Movie theatres usually discourage talking but our latest series is designed to encourage it — before and after (not during) the show. Aimed at film lovers 55+ (but open to all), Talking Pictures offers audience-friendly festival films, refreshments, and an open invitation to chat about our shared experience of the movie. Tickets are just $10. Bring a buddy and get two tickets for $16!
In the slums of Beirut, hardened 12-year-old Zain (Zain Al Rafeea, amazing) sues his parents for “bringing him into the world.” Beginning with that shocking scene, director Nadine Labaki (Caramel) then flashes back to show the poverty and turmoil that have been a constant in Zain’s life and which have led him to this drastic juncture. Either ignored by his parents or forced by them to engage in a drug-smuggling scheme, Zain finally reaches the breaking point when his parents essentially sell off his beloved 11-year-old sister as a child bride to a sleazy local merchant.
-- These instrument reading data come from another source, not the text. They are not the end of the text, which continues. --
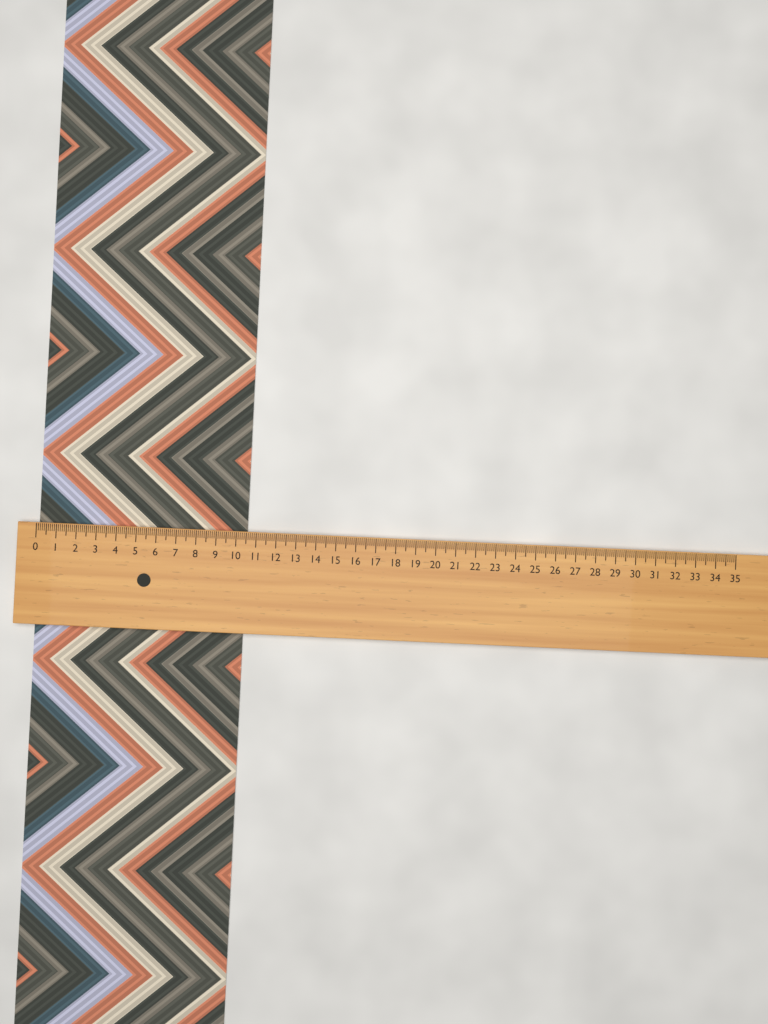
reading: 10.5 (no unit)
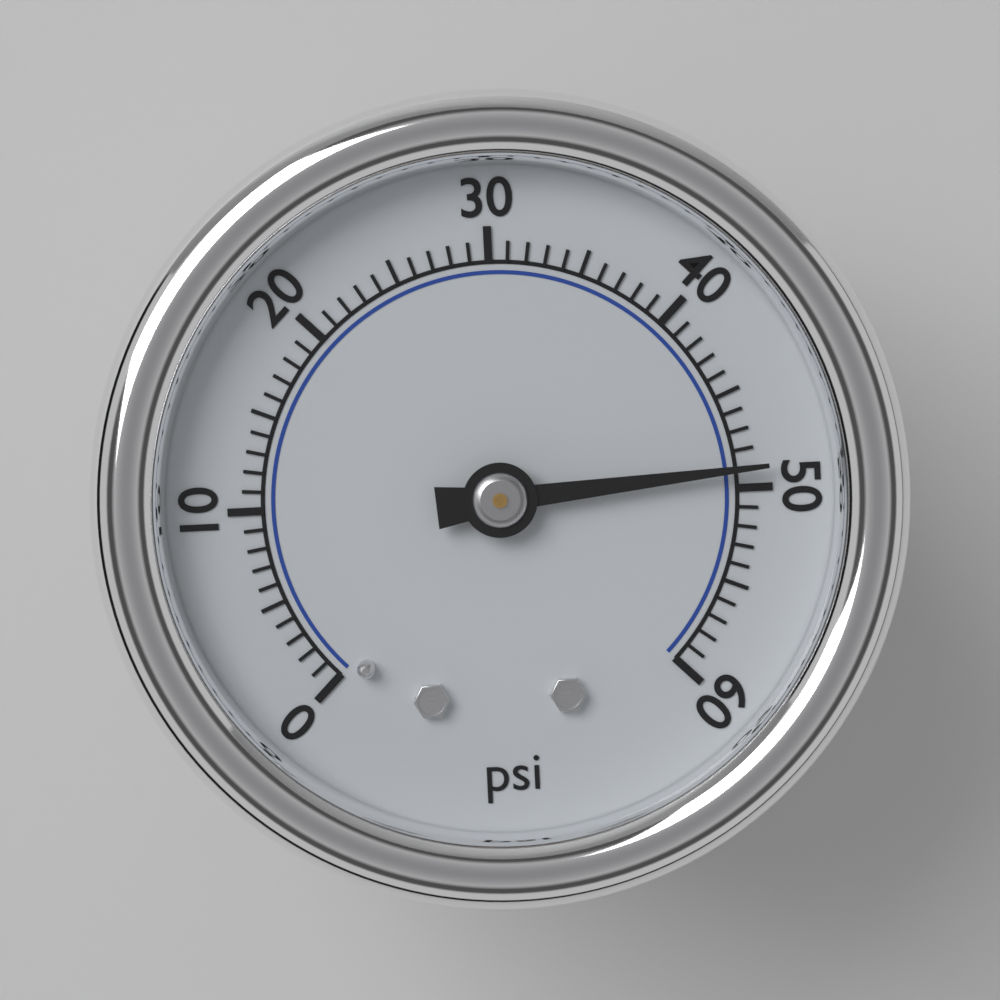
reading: 49 psi
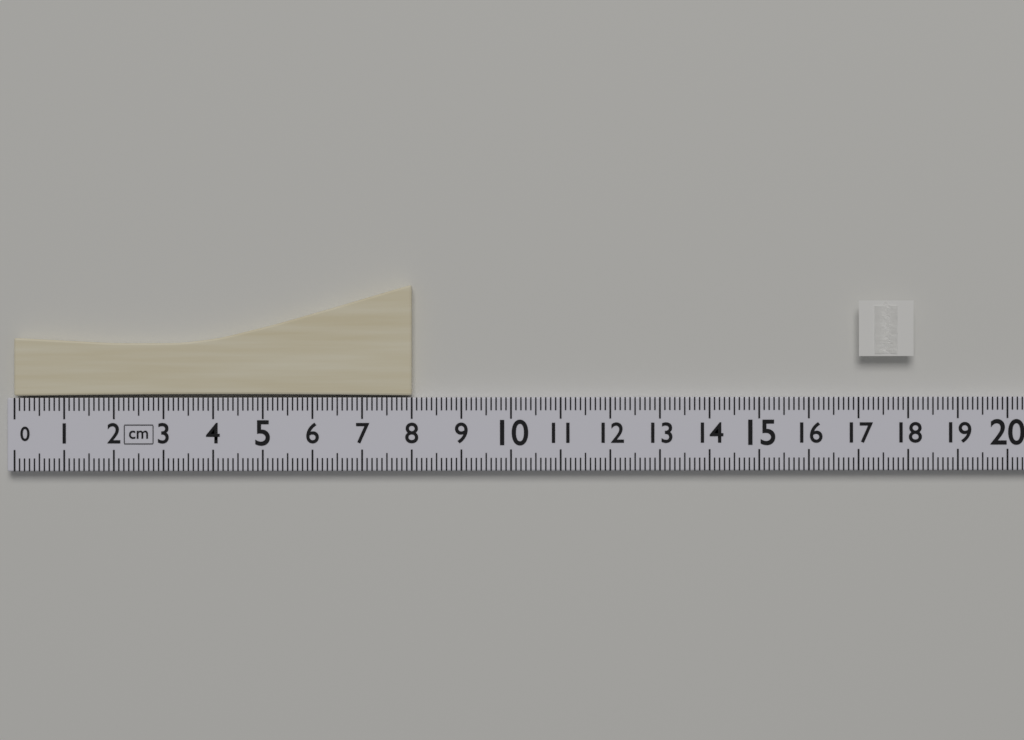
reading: 8.0 cm
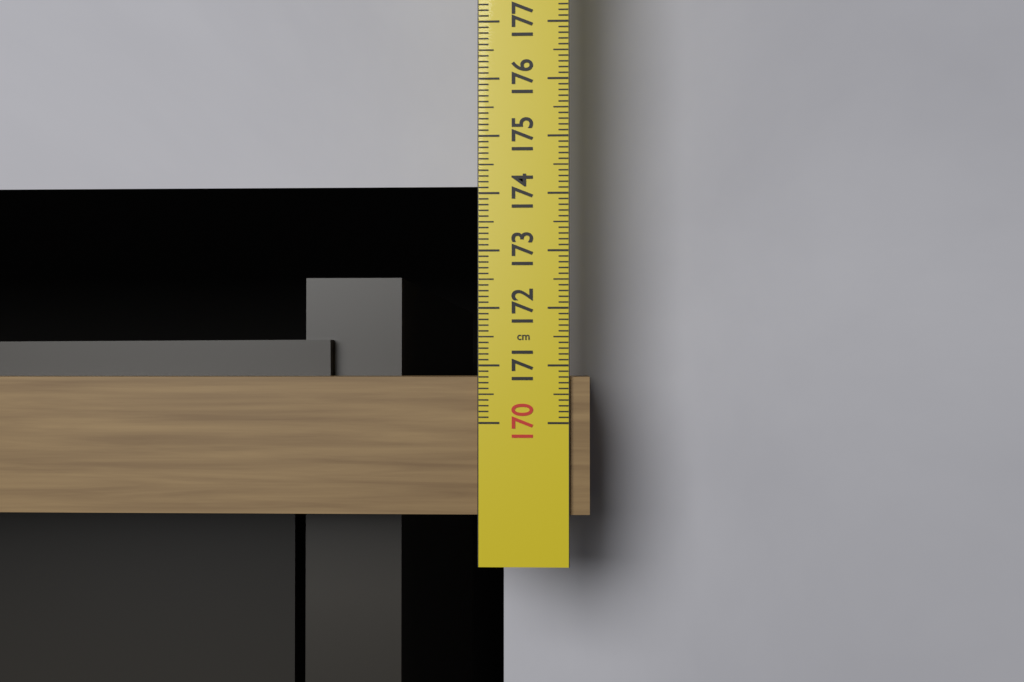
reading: 170.8 cm
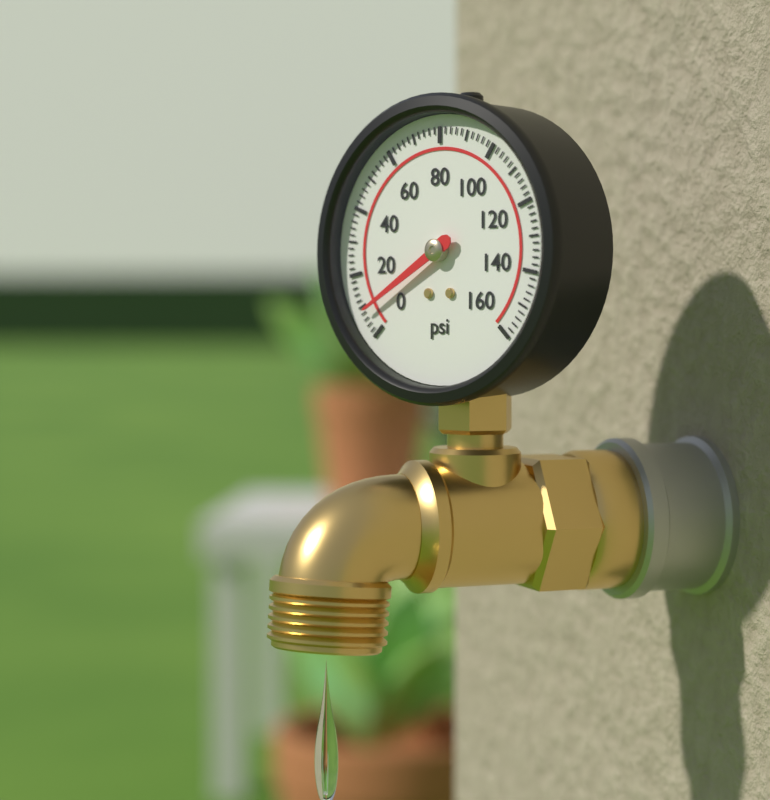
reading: 8 psi
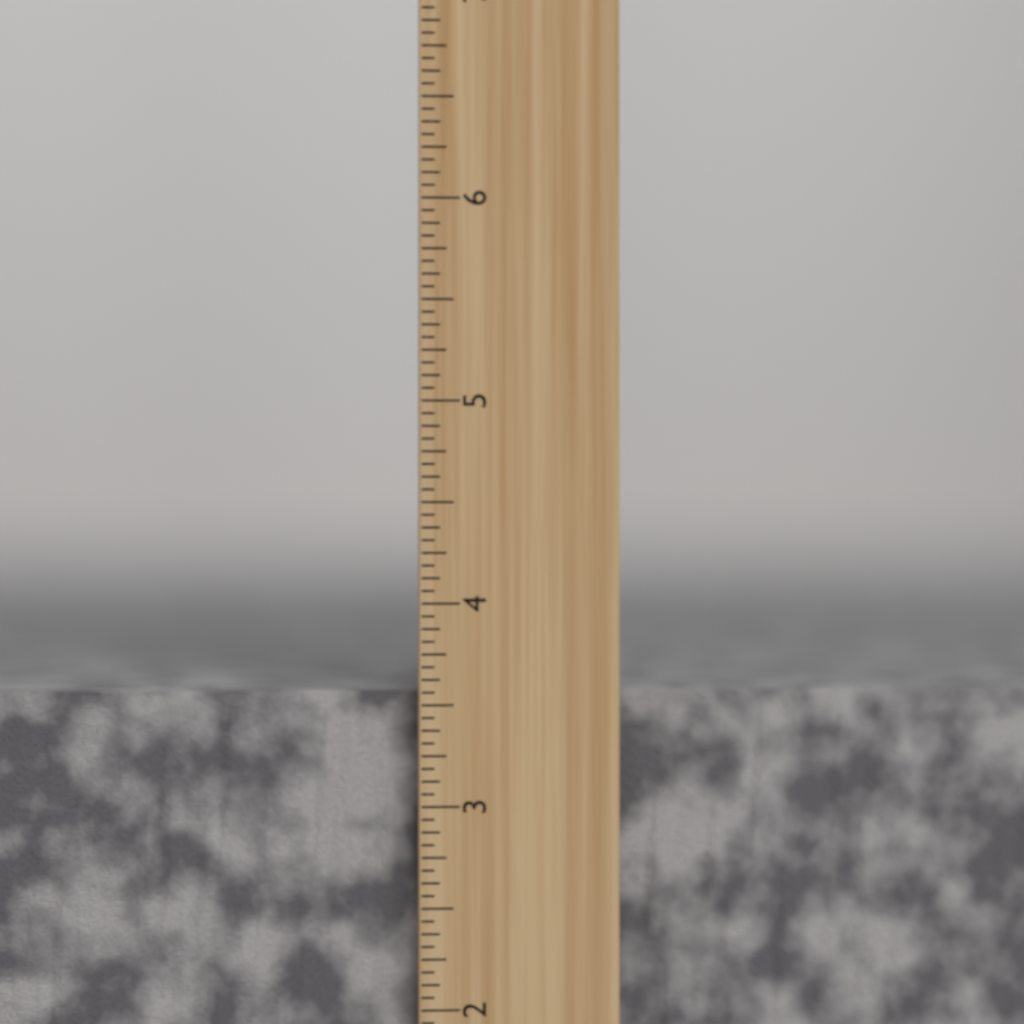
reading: 3.5625 inch
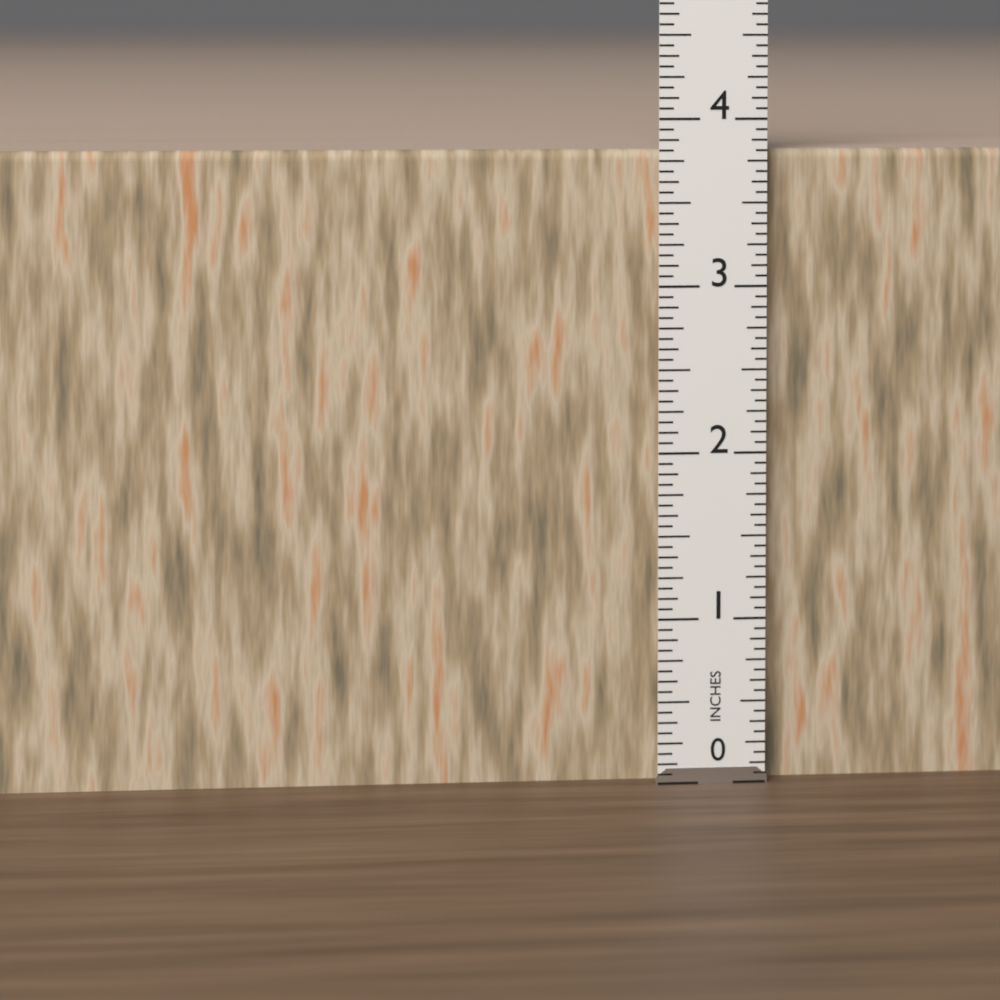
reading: 3.8125 in
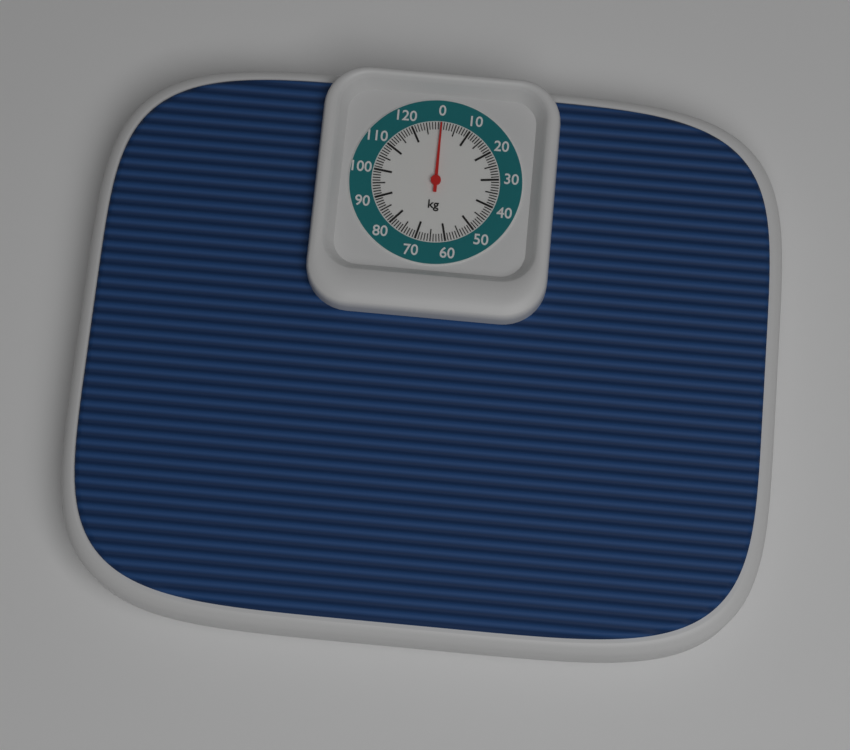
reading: 0 kg
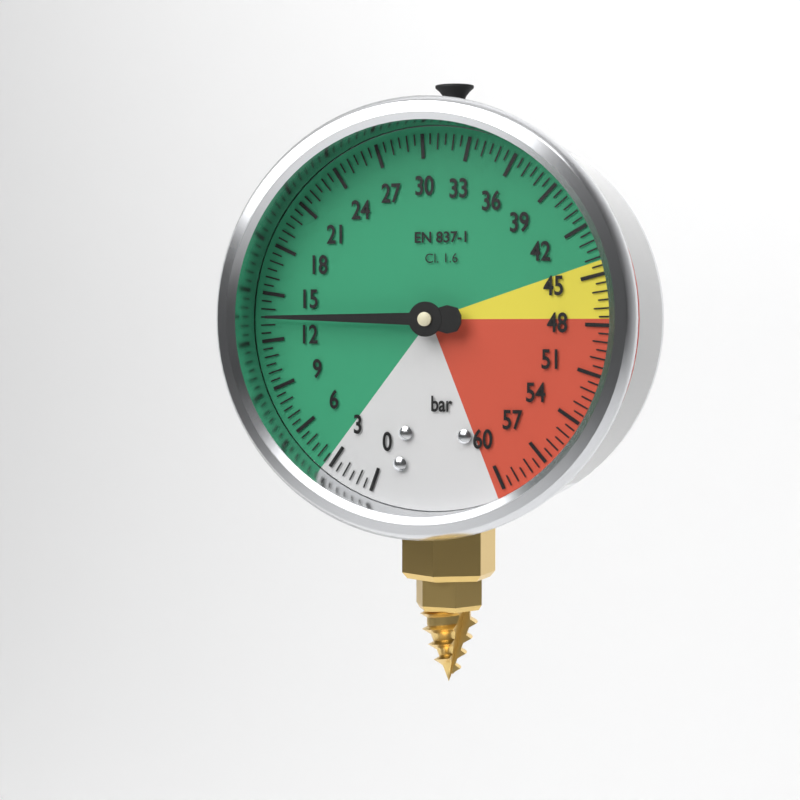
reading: 13.5 bar
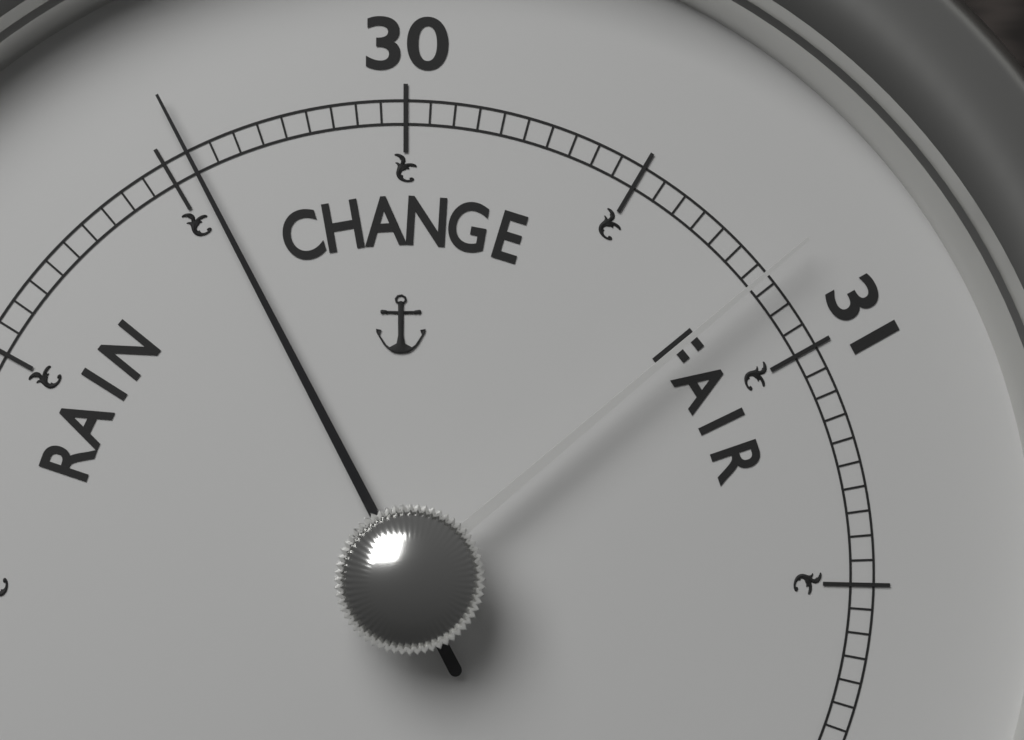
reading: 29.55 (no unit)
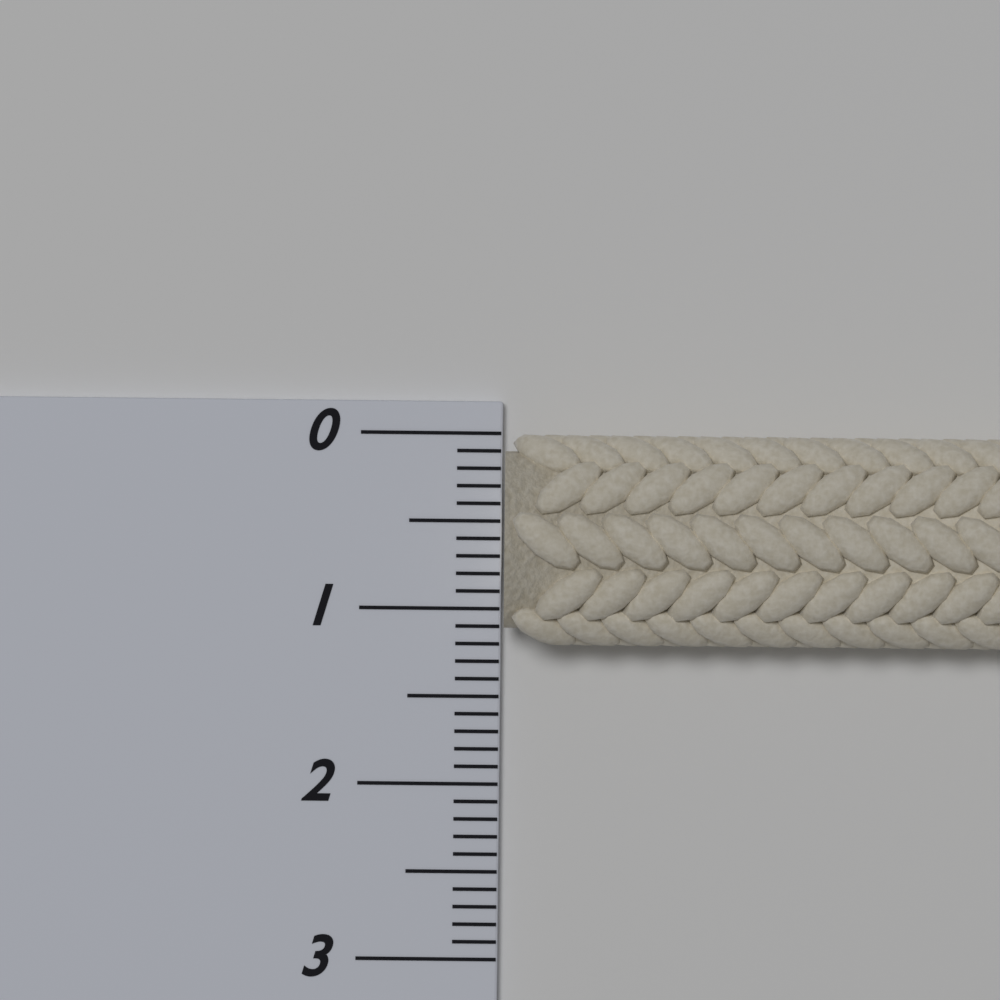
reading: 1.2 (no unit)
Zain takes off. With nowhere to go, he is forced to live on the street until illegal Ethiopian refugee Rahil (Yordanos Shiferaw), and toddler Yonas (played by one-year-old Boluwatife Treasure Bankole) take him in. His new job as babysitter seems ideal — until Rahil fails to return one day. As Zain and Yonas fend for themselves (you will be asking yourself how the director elicited such an amazing performance from the toddler), Labaki crafts a deeply empathetic melodrama that is as moving as anything you’ll see this year.
Labaki’s sensational new film… turns the plight of this lad… into a social-realist blockbuster — fired by furious compassion and teeming with sorrow, yet strewn with diamond-shards of beauty, wit and hope… Shot over six months on location in Beirut, Capernaum has the same powers and limitations of postwar neorealist films like De Sica’s Bicycle Thieves and Rossellini’s Germany, Year Zero… The result is a film that already feels like a landmark.
Robbie Collin, Daily Telegraph
It’s a fairy tale and an opera, a potboiler and a news bulletin, a howl of protest and an anthem of resistance.
AO Scott, New York Times
An absolute heartbreaker.
Peter Howell, Toronto Star
Prepare to be blown away.
Emily Yoshida, Vulture
Nadine Labaki
Zain Al Rafeea, Yordanos Shiferaw, Boluwatife Treasure Bankole, Kawthar Al Haddad, Nadine Labaki
Lebanon
2018
In Arabic and Amharic with English subtitles
Book Tickets
Indigenous & Community Access
Indigenous Access Tickets Community Access Tickets Ticket Donation Requests
Credits
Executive Producer
Akram Safa
Producer
Michel Merkt
Co-Producer
Pierre Sarraf
Screenwriter
Nadine Labaki, Jihad Hojeilly, Michelle Keserwany
Cinematography
Christopher Aoun
Editor
Konstantin Bock, Laure Gardette
Original Music
Khaled Mouzanar
Also Playing
Miroirs No. 3
Following a car crash that kills her boyfriend, piano student Laura is physically unhurt but emotionally distraught. A local woman takes her in, but she gradually realizes she's in the midst of an eerie, mysterious family situation.
Image: © Schramm Film A4 Kopie
The Things You Kill
Thirty-something professor Ali leads an apparently stable life. But when his ailing mother dies under ambiguous circumstances, he starts to unravel, resulting in an act that shatters our understanding of his person.
Jurassic Park
Two paleontologists are invited to preview a new Central American theme park by an avuncular entrepreneur (Richard Attenborough). What they encounter is truly a walk on the wild side. Spielberg's jaw dropping adventure movie still kills on the big screen.